18 Jun

Think first, Tweet later: particularly if you have a comms dept

Sorry to jump on quite an obvious bandwagon (ignore my previous post about ‘jumping on bandwagons’), but I saw something, yesterday, that infuriated me: the whole saga of Delta Airlines tweeting a picture of a giraffe as representative of Ghana.

If you’re not sure what I’m talking about, you can read the full story here, but – in summary – Delta Airlines tweeted this picture, below, after USA beat Ghana in a World Cup football match:

delta-tweet-story-top

Why am I ‘infuriated’? Because the whole situation was unnecessary, completely avoidable, and – with the resources available to the company – unforgivable. In fact, I genuinely don’t understand how it happened.

Delta Airlines are a massive, multi-billion dollar, national company, with flights covering six continents – do they not have a comms department? Do they not have a social media team, with a highly paid manager at the helm? Maybe they just passed responsibility for that tweet to a 15 year old intern?

Obviously, Statue of Liberty = USA, but did none of the staff in the social media/comms department do even 30 seconds research to see if Ghana has giraffes? How much effort would it have taken to Google ‘giraffes in Ghana’?
Better still, why not just Google ‘landmarks in Ghana’ and find one to put alongside the Statue of Liberty? Or, if that doesn’t quite work, the Ghanaian football team are known as the ‘Black Stars’ – why not show an image of USA’s ‘stars and stripes’, opposite a black star?

To my mind, Delta Airlines deserve all the stick they are getting for this tweet, even the general shouts of ‘racist’. I’m not saying that Delta are racist – I think that’s a bit OTT – but their sheer laziness has left them open to that accusation.
It would’ve taken five minutes of research to get things right, but the thinking seems to have been: ‘let’s get this tweet out, quick…. Statue of Liberty for the U.S…. Ghana….um, they’re African…. I think most of Africa is the same in terms of animals….let’s just show a giraffe for Ghana.’

I’d expect this kind of stuff from a small digital agency, operating from someone’s bedroom, with three staff, not a huge, national airline.

I think the reason I’m infuriated is because, if I did the same thing – just little old me – I’d expect to lose followers and, potentially, clients through my laziness and ignorance.
Luckily for Delta Airlines, they have millions of customers and provide a necessary service, so – in time – people will forget about this episode.
Maybe they’ll just do a little bit of research before punting stuff out there, online, in future.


ASSIGNED TASK
Scan the entries below for the word "screenshot" and copy every line in which it occurs.

[Entries taken from a collection]
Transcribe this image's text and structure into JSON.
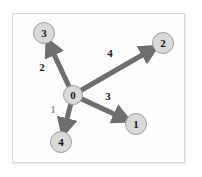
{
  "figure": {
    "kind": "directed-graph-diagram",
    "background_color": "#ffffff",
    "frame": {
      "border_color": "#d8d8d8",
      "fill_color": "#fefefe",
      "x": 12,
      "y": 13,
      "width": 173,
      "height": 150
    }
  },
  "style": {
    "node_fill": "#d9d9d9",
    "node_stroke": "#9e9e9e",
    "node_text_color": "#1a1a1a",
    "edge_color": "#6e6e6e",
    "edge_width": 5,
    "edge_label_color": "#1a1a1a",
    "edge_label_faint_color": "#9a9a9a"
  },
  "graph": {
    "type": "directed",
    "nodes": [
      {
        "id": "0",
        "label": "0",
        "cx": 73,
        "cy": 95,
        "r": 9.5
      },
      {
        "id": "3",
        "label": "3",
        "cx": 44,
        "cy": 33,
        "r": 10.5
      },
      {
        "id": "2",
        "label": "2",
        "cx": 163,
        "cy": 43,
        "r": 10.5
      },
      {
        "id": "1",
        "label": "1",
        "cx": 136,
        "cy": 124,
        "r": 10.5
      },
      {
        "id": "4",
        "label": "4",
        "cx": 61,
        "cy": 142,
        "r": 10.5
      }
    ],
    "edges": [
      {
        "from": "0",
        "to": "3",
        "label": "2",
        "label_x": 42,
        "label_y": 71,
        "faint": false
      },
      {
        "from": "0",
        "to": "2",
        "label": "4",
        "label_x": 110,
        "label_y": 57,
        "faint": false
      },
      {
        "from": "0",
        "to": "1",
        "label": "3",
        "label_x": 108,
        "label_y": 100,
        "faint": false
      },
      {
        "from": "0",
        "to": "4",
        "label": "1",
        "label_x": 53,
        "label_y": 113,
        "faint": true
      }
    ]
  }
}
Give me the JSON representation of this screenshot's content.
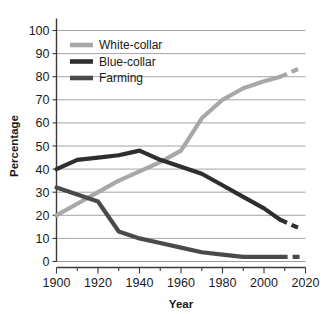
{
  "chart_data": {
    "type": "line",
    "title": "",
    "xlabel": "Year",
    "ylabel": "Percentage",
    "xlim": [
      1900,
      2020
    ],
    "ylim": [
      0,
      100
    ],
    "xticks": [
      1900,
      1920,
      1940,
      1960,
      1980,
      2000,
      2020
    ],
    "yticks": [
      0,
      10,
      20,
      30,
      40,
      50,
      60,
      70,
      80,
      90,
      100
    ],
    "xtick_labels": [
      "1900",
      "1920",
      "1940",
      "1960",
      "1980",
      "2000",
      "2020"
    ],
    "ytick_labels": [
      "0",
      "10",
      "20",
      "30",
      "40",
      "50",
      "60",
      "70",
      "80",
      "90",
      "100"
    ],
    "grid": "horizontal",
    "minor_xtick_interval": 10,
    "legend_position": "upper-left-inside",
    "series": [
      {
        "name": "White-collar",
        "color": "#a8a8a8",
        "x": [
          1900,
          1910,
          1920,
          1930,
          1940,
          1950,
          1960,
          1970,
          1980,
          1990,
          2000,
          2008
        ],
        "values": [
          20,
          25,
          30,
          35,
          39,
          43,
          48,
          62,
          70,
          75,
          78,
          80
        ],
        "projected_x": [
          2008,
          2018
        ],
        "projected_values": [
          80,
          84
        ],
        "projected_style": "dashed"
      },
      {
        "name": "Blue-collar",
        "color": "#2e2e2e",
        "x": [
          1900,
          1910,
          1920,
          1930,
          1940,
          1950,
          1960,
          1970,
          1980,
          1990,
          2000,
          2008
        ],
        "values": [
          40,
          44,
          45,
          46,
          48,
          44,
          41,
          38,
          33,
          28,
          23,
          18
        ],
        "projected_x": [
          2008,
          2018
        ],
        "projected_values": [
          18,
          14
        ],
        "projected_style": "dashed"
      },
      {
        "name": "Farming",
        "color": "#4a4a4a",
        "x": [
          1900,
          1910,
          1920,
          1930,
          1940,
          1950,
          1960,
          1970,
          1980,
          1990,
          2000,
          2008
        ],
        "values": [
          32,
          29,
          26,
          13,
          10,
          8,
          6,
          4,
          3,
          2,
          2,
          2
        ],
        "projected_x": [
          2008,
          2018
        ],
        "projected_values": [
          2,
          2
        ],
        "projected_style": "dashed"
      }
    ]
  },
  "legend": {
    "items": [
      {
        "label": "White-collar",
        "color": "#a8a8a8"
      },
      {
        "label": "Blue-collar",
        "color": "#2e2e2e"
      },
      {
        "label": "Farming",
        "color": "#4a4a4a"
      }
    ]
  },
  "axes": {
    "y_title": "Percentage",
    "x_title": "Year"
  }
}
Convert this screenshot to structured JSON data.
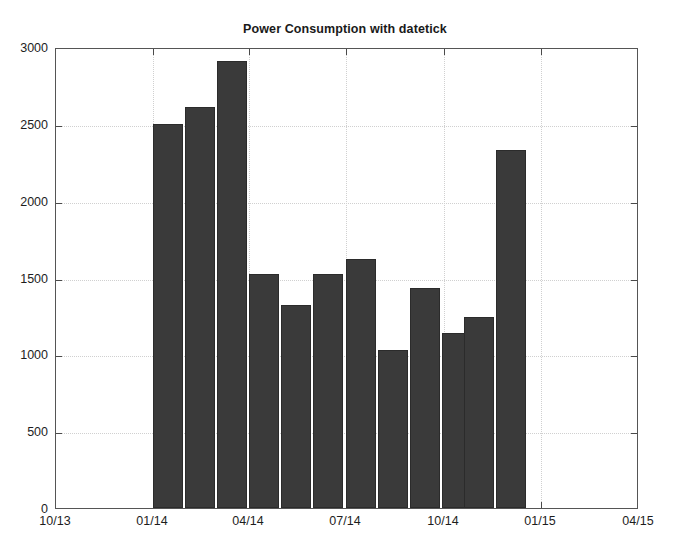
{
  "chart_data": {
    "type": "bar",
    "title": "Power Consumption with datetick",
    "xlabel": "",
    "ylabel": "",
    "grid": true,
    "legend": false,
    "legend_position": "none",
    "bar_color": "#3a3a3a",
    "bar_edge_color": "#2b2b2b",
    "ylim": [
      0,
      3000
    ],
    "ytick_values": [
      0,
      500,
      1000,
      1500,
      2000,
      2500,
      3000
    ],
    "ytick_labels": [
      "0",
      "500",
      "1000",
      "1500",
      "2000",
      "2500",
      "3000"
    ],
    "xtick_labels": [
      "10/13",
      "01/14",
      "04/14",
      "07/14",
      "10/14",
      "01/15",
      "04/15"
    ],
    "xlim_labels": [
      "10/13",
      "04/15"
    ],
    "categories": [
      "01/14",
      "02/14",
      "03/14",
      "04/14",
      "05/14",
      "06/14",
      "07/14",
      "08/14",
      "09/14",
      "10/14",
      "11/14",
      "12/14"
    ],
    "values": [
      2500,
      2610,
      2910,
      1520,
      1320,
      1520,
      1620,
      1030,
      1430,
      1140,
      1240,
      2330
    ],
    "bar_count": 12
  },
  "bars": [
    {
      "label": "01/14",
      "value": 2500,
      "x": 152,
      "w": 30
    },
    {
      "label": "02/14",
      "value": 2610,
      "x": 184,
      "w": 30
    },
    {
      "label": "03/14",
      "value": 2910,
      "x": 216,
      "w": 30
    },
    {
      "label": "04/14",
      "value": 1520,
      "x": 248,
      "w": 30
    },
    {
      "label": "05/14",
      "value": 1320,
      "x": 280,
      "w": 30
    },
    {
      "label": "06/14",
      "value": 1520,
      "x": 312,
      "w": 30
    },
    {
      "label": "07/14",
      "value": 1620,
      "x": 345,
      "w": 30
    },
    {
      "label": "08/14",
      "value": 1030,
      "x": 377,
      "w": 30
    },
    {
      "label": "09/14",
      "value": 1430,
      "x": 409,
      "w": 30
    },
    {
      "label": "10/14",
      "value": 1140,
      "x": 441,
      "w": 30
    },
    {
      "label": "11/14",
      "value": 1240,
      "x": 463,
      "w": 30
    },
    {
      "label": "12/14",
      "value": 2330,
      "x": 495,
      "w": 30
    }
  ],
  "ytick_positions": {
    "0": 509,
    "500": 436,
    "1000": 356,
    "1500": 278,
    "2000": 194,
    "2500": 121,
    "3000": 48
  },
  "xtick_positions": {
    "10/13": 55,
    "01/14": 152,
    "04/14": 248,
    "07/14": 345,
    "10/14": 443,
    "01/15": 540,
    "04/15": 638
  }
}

YOUR RESPONSE
Give me the JSON representation of this screenshot's content.
Convert this screenshot to structured JSON data.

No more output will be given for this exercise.